Monday, August 4, 2014

Maximizing Owners or Optimizing Stakeholders?


Boston Globe carried an interesting article  by Leon Neyfakh exploring the idea whether enterprises exist solely to maximize wealth of their owners (shareholders), or should they look at the interest of other “stakeholders” as well.

This debate was once again triggered by the events at Market Basket after the board fired their CEO, who was well loved by the employees and customers.

The notion that enterprises are standalone entities where management works to further the interest of the owners only, gained ground when Milton Friedman advanced the argument that the businesses should not get into the realm of “social responsibility.”  To that extent Friedman has an undisputable argument.  However, the assumption that a business operates with just one single objective is pushing some businesses in an absurd direction.

The following two recent examples show the distortions being created for customers and employees, the two main pillars that keep a business enterprise going.

Credit Card frauds: High cost to customers


Take for example the credit cards frauds that have broken out like an epidemic in the last few years.  Credit card companies and issuing banks have been resisting the upgrade to the new Chip-‘n-Pin technology since the last decade. They cite high cost of transition (translated to mean reduced profits) as the main impediment. Meanwhile customers pay the price, not only as victims of such scams but also in shelling out higher interest rates (as explained by Experian) as issuing banks resort to costly insurance to contain their risk. Clearly no entity in the chain – stores, banks and credit card companies are quite sensitive to the customer’s interest, apart from the obligatory (and mostly empty) words- we take your security seriously! Seriously?

 In fact in several cases companies did not reveal the scam and theft of customer information in time! Probably they were scared of their stock prices taking a beating on the Wall Street.

A rep from a major credit card company went to a ridiculous length to justify this resistance to change “It is comparable to declaring that US drivers will now drive on the left-hand side of the road and changing all the road signs and highway entrance and exit ramps and reprogramming all the GPS systems.” 

Is this a subtext message that the businesses would be OK if some “accidents” continue to create havoc? US is the only developed country that has yet to embrace this technology (hopefully now in late 2015)!

Another disturbing (for customers) fallout of this inertia is that the field continues to be unprotected for fraudsters to keep on pillaging the merchants and customers.

Ironically the conversion cost has been estimated to be in the range of $8B. For  comparison, eMarketers has reported that the total retail sale in US was $4.5 TRILLION in 2013! 


 Collecting Subsidy from Taxpayers


The next example is about employees of some giant companies earning billions in profits. Yet some of their workers have to depend on food stamps and public assistance at taxpayer’s dime. Forbes reported that Walmart workers took  $6B in public assistance last year while the company garnered a profit of $17B during the same period. A similar story goes for Fast Food Industry whose 3.65 million employees were supported by $7B from public assisted programs. 

American Banks are the most powerful and wealthy.  Washington Post reported that the while banks reaped a profit of $141B in 2013, tax payers had to support half a million of the bank tellers with $900M in subsidies like Food Stamp, EIC, Medicaid and Children’s health insurance. 

Is a business entity justified in maximizing their profits at the expense of its own workers, and depend on taxpayers to ensure the survival of their employees in order to keep the business humming? Are American taxpayers subsidizing these businesses indirectly in exchange for lower prices they pay at the counter?

Optimized we stand?


Back in 2004, after the Enron Scandal, we briefly looked at the competing and often conflicting forces a business enterprise has to balance everyday (unpublished manuscript Sarbanes Oxley Act: Defining the New Rules of Corporate Engagement).  We likened a business entity to an engine producing wealth for the society and for its shareholders.  The environmental forces constantly pull the engine’s speed lever in different directions. Investors would generally like to rev up the engine to extract the maximum gain in the shortest time. The management’s job is to keep the engine running in good shape and to leave its competition behind.  Employees seek security and gains over their working lifespan. Customers want to get their demand filled in the most efficient manner. Regulators have a mandate to ensure that there is no conflict with everyone else (public policy).   


Clearly Milton Freidman did not account for these distortions causing reverse flow of subsidy to shareholders when he made the case that maximizing profit is the only goal of a business enterprise in a truly free market economy.

It is difficult to assume that businesses would be able to operate sustainably by serving the interest of its owners only. As developments show, companies can ignore everyone else at their own peril.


An exact reproduction of all the entries below is required.

※

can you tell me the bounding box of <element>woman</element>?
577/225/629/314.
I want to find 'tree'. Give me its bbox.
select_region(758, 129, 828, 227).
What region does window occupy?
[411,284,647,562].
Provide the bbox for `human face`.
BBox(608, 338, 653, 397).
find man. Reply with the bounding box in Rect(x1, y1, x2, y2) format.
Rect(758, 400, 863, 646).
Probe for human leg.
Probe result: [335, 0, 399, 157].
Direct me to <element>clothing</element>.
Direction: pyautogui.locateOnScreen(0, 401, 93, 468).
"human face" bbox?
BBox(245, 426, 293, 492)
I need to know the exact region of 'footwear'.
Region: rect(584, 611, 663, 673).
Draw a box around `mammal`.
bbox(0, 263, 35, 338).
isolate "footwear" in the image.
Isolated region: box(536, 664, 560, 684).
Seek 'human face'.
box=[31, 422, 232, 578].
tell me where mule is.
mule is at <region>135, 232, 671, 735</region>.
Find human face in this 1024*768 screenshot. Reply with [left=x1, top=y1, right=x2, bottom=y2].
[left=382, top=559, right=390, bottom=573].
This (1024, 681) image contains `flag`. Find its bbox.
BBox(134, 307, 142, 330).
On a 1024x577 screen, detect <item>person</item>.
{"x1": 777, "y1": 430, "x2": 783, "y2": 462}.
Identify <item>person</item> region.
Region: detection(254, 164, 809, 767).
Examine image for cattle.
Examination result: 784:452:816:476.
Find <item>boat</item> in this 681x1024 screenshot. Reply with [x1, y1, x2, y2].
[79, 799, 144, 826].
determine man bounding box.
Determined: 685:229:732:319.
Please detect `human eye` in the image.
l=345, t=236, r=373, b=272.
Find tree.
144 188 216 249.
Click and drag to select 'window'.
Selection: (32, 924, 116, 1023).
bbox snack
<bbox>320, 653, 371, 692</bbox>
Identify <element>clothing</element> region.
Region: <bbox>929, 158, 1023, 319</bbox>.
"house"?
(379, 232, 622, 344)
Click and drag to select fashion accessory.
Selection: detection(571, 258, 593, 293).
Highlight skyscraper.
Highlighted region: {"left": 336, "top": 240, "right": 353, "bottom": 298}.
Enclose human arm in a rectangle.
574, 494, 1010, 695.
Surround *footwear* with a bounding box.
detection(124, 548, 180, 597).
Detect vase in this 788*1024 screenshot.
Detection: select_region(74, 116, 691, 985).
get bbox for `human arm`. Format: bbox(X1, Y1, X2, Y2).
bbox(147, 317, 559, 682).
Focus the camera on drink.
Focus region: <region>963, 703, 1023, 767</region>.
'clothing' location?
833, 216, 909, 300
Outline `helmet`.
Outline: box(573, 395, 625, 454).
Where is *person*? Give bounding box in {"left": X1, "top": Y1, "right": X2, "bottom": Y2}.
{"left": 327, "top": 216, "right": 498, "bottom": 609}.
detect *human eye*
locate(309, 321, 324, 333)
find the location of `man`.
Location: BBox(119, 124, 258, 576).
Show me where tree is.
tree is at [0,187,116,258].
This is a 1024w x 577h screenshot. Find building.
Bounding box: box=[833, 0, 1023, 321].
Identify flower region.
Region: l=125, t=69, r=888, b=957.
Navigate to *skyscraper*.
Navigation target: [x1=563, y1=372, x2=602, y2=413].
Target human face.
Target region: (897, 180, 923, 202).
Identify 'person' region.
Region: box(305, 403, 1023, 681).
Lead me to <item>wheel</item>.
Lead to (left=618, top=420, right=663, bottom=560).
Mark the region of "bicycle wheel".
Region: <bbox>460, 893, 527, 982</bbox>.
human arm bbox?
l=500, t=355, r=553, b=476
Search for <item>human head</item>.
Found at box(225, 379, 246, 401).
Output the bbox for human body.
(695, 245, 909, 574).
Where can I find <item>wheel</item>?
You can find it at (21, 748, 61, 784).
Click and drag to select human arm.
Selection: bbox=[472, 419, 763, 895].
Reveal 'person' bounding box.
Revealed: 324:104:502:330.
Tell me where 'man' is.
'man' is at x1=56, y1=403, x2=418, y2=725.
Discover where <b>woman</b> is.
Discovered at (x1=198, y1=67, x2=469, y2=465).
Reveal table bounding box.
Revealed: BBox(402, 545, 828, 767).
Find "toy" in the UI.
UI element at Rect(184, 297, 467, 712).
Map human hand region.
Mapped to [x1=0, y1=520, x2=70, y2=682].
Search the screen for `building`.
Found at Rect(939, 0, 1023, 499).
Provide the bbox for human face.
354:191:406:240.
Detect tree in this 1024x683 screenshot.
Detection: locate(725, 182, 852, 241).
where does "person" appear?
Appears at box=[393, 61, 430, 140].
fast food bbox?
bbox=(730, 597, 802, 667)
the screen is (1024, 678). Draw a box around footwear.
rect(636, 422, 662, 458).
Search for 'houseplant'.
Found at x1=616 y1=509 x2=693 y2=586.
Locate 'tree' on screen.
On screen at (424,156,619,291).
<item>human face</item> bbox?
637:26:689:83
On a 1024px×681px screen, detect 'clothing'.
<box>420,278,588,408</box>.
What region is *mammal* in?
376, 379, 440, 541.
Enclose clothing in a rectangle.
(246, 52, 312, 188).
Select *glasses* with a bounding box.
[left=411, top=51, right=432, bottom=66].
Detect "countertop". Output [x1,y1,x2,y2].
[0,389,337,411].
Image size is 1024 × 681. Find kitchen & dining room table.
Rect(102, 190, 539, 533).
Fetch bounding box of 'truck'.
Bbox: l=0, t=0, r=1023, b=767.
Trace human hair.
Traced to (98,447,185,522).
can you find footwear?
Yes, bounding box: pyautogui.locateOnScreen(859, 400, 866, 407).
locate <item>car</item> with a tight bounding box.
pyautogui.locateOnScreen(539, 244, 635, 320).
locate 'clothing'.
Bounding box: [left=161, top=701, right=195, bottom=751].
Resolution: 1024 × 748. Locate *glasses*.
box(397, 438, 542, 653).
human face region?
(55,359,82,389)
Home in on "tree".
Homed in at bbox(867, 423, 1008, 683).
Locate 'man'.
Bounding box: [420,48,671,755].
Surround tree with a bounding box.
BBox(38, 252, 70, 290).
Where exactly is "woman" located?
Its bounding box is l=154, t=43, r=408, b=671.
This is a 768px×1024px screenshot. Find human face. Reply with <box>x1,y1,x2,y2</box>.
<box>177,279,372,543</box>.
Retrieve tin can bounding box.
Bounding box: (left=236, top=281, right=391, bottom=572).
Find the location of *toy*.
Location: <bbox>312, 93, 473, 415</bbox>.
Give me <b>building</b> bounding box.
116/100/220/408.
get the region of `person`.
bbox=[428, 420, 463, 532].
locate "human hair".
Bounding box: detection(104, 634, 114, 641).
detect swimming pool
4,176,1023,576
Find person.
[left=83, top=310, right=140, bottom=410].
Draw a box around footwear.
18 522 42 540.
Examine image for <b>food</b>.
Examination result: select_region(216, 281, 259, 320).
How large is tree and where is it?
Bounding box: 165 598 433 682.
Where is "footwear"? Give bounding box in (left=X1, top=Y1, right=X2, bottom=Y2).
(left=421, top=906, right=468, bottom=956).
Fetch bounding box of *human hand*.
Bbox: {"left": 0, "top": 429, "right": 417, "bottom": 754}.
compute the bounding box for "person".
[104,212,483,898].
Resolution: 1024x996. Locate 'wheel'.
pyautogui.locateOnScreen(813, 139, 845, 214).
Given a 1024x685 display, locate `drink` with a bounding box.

※

■ **ANSWER**:
can you tell me the bounding box of <element>woman</element>?
577/225/629/314.
I want to find 'tree'. Give me its bbox.
select_region(758, 129, 828, 227).
What region does window occupy?
[411,284,647,562].
Provide the bbox for `human face`.
BBox(608, 338, 653, 397).
find man. Reply with the bounding box in Rect(x1, y1, x2, y2) format.
Rect(758, 400, 863, 646).
Probe for human leg.
Probe result: [335, 0, 399, 157].
Direct me to <element>clothing</element>.
Direction: pyautogui.locateOnScreen(0, 401, 93, 468).
"human face" bbox?
BBox(245, 426, 293, 492)
I need to know the exact region of 'footwear'.
Region: rect(584, 611, 663, 673).
Draw a box around `mammal`.
bbox(0, 263, 35, 338).
isolate "footwear" in the image.
Isolated region: box(536, 664, 560, 684).
Seek 'human face'.
box=[31, 422, 232, 578].
tell me where mule is.
mule is at <region>135, 232, 671, 735</region>.
Find human face in this 1024*768 screenshot. Reply with [left=x1, top=y1, right=x2, bottom=y2].
[left=382, top=559, right=390, bottom=573].
This (1024, 681) image contains `flag`. Find its bbox.
BBox(134, 307, 142, 330).
On a 1024x577 screen, detect <item>person</item>.
{"x1": 777, "y1": 430, "x2": 783, "y2": 462}.
Identify <item>person</item> region.
Region: detection(254, 164, 809, 767).
Examine image for cattle.
Examination result: 784:452:816:476.
Find <item>boat</item> in this 681x1024 screenshot. Reply with [x1, y1, x2, y2].
[79, 799, 144, 826].
determine man bounding box.
Determined: 685:229:732:319.
Please detect `human eye` in the image.
l=345, t=236, r=373, b=272.
Find tree.
144 188 216 249.
Click and drag to select 'window'.
Selection: (32, 924, 116, 1023).
bbox snack
<bbox>320, 653, 371, 692</bbox>
Identify <element>clothing</element> region.
Region: <bbox>929, 158, 1023, 319</bbox>.
"house"?
(379, 232, 622, 344)
Click and drag to select fashion accessory.
Selection: detection(571, 258, 593, 293).
Highlight skyscraper.
Highlighted region: {"left": 336, "top": 240, "right": 353, "bottom": 298}.
Enclose human arm in a rectangle.
574, 494, 1010, 695.
Surround *footwear* with a bounding box.
detection(124, 548, 180, 597).
Detect vase in this 788*1024 screenshot.
Detection: select_region(74, 116, 691, 985).
get bbox for `human arm`. Format: bbox(X1, Y1, X2, Y2).
bbox(147, 317, 559, 682).
Focus the camera on drink.
Focus region: <region>963, 703, 1023, 767</region>.
'clothing' location?
833, 216, 909, 300
Outline `helmet`.
Outline: box(573, 395, 625, 454).
Where is *person*? Give bounding box in {"left": X1, "top": Y1, "right": X2, "bottom": Y2}.
{"left": 327, "top": 216, "right": 498, "bottom": 609}.
detect *human eye*
locate(309, 321, 324, 333)
find the location of `man`.
Location: BBox(119, 124, 258, 576).
Show me where tree is.
tree is at [0,187,116,258].
This is a 1024w x 577h screenshot. Find building.
Bounding box: box=[833, 0, 1023, 321].
Identify flower region.
Region: l=125, t=69, r=888, b=957.
Navigate to *skyscraper*.
Navigation target: [x1=563, y1=372, x2=602, y2=413].
Target human face.
Target region: (897, 180, 923, 202).
Identify 'person' region.
Region: box(305, 403, 1023, 681).
Lead me to <item>wheel</item>.
Lead to (left=618, top=420, right=663, bottom=560).
Mark the region of "bicycle wheel".
Region: <bbox>460, 893, 527, 982</bbox>.
human arm bbox?
l=500, t=355, r=553, b=476
Search for <item>human head</item>.
Found at box(225, 379, 246, 401).
Output the bbox for human body.
(695, 245, 909, 574).
Where can I find <item>wheel</item>?
You can find it at (21, 748, 61, 784).
Click and drag to select human arm.
Selection: bbox=[472, 419, 763, 895].
Reveal 'person' bounding box.
Revealed: 324:104:502:330.
Tell me where 'man' is.
'man' is at x1=56, y1=403, x2=418, y2=725.
Discover where <b>woman</b> is.
Discovered at (x1=198, y1=67, x2=469, y2=465).
Reveal table bounding box.
Revealed: BBox(402, 545, 828, 767).
Find "toy" in the UI.
UI element at Rect(184, 297, 467, 712).
Map human hand region.
Mapped to [x1=0, y1=520, x2=70, y2=682].
Search the screen for `building`.
Found at Rect(939, 0, 1023, 499).
Provide the bbox for human face.
354:191:406:240.
Detect tree in this 1024x683 screenshot.
Detection: locate(725, 182, 852, 241).
where does "person" appear?
Appears at box=[393, 61, 430, 140].
fast food bbox?
bbox=(730, 597, 802, 667)
the screen is (1024, 678). Draw a box around footwear.
rect(636, 422, 662, 458).
Search for 'houseplant'.
Found at x1=616 y1=509 x2=693 y2=586.
Locate 'tree' on screen.
On screen at (424,156,619,291).
<item>human face</item> bbox?
637:26:689:83
On a 1024px×681px screen, detect 'clothing'.
<box>420,278,588,408</box>.
What region is *mammal* in?
376, 379, 440, 541.
Enclose clothing in a rectangle.
(246, 52, 312, 188).
Select *glasses* with a bounding box.
[left=411, top=51, right=432, bottom=66].
Detect "countertop". Output [x1,y1,x2,y2].
[0,389,337,411].
Image size is 1024 × 681. Find kitchen & dining room table.
Rect(102, 190, 539, 533).
Fetch bounding box of 'truck'.
Bbox: l=0, t=0, r=1023, b=767.
Trace human hair.
Traced to (98,447,185,522).
can you find footwear?
Yes, bounding box: pyautogui.locateOnScreen(859, 400, 866, 407).
locate <item>car</item> with a tight bounding box.
pyautogui.locateOnScreen(539, 244, 635, 320).
locate 'clothing'.
Bounding box: [left=161, top=701, right=195, bottom=751].
Resolution: 1024 × 748. Locate *glasses*.
box(397, 438, 542, 653).
human face region?
(55,359,82,389)
Home in on "tree".
Homed in at bbox(867, 423, 1008, 683).
Locate 'man'.
Bounding box: [420,48,671,755].
Surround tree with a bounding box.
BBox(38, 252, 70, 290).
Where exactly is "woman" located?
Its bounding box is l=154, t=43, r=408, b=671.
This is a 768px×1024px screenshot. Find human face. Reply with <box>x1,y1,x2,y2</box>.
<box>177,279,372,543</box>.
Retrieve tin can bounding box.
Bounding box: (left=236, top=281, right=391, bottom=572).
Find the location of *toy*.
Location: <bbox>312, 93, 473, 415</bbox>.
Give me <b>building</b> bounding box.
116/100/220/408.
get the region of `person`.
bbox=[428, 420, 463, 532].
locate "human hair".
Bounding box: detection(104, 634, 114, 641).
detect swimming pool
4,176,1023,576
Find person.
[left=83, top=310, right=140, bottom=410].
Draw a box around footwear.
18 522 42 540.
Examine image for <b>food</b>.
Examination result: select_region(216, 281, 259, 320).
How large is tree and where is it?
Bounding box: 165 598 433 682.
Where is "footwear"? Give bounding box in (left=X1, top=Y1, right=X2, bottom=Y2).
(left=421, top=906, right=468, bottom=956).
Fetch bounding box of *human hand*.
Bbox: {"left": 0, "top": 429, "right": 417, "bottom": 754}.
compute the bounding box for "person".
[104,212,483,898].
Resolution: 1024x996. Locate 'wheel'.
pyautogui.locateOnScreen(813, 139, 845, 214).
Given a 1024x685 display, locate `drink` with a bounding box.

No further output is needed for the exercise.